Friday, August 29, 2008

I'm On the Road!!!

Well, what a coincidence! This week of On the Road in class, I am on the road (well, actually, I was in the air). I'm back home in Peoria for my 21st class reunion. Yes, 21st. Nobody ever got our 20th planned, so here we are with the class of '88. Really, the adventures of Sal & Dean remind me of some of the craziness of my late high school/first aborted attempt at college. Doing what I wanted just because I could. Experimenting with drugs and alcohol. Going, going, going nowhere. Someone once told me that all those people I called "friends" (nobody take this personally if you know me!) weren't really "friends." More like partners in crime, I guess. Did I lack a moral compass? You betcha! Do I regret the whole period? Not necessarily. I learned what I was capable of. I finally learned self-control. I eventually learned to love myself. Like Sal, I learned that even if you love someone, you don't have to follow them down the destructive path they're on.

Sunday, August 24, 2008

Walk On By

So, this week in my (by "my," I mean the class I am taking) Post-WWII American Fiction class, we (by "we," I mean each student individually) read Invisible Man by Ralph Ellison. This is a novel I had begun reading before, but never finished, not because I didn't enjoy it, but because I didn't have time. In my previous reading, I focused on the issues of identity in the novel. I mean, that narrator tries on personality after personality after being convinced by those who want to "help" him that they have the perfect role for him.

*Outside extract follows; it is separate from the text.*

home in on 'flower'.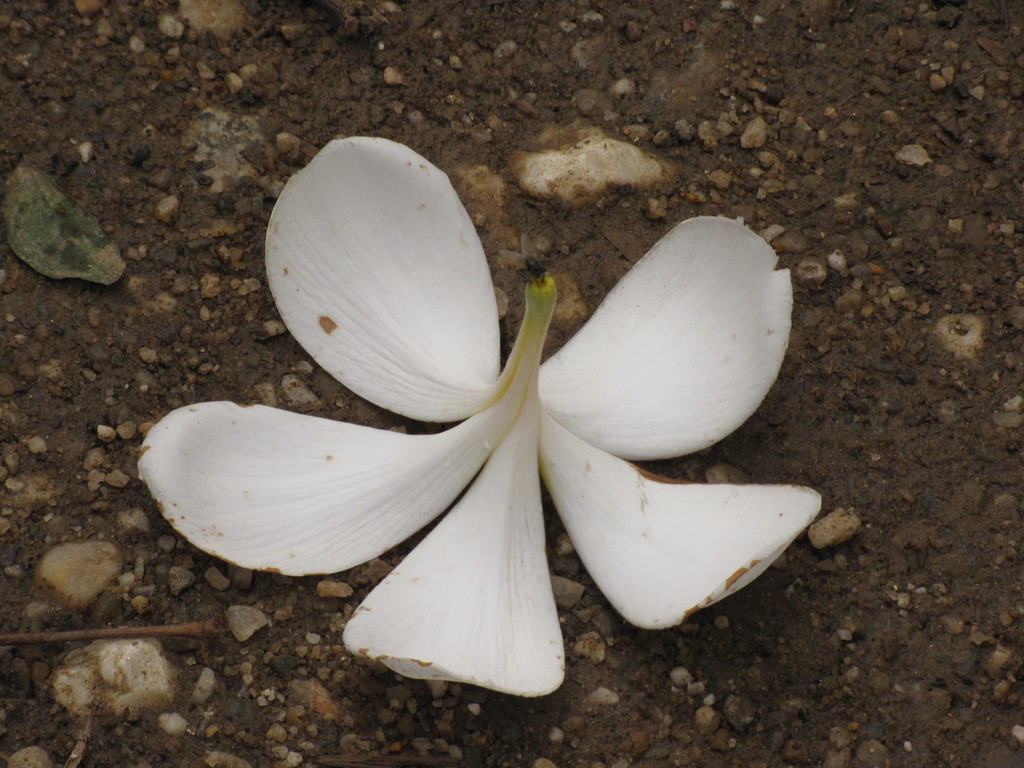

However, when I was reading this time, I caught on to another theme - the impersonality of modern society. And, with the idea of the individual as invisible, this certainly reflects the anonymity one feels when walking down a crowded city street. Okay, my thought process was definitely influenced by something else I read recently - Dark Ages America: The Final Phase of Empire, by Morris Berman. He proposes, among other things, that American (and, increasingly, global) society is so focused on individualism as to preclude most authentic relationships between people. Neighbors don't do a lot of hanging out in their yards anymore; we're too busy watching TV - or blogging!

Invisible Man explores the same phenomenon in an earlier form. One reason the narrator is able to remain "invisible" is the limited scope of the connections he does make. Work - a means of getting the cash to buy more things - while scarce in the 1930s, was fast becoming the primary focus of American society, perhaps more so during the Depression because of its scarcety. But, as Berman claims, we've lost the human connections that really make life worthwhile. Personally, I often find myself lonely, though I have classmates, church friends, and family. Maybe if I commit myself more fully to the full-fledged consumerism that defines American, I won't notice the loneliness anymore.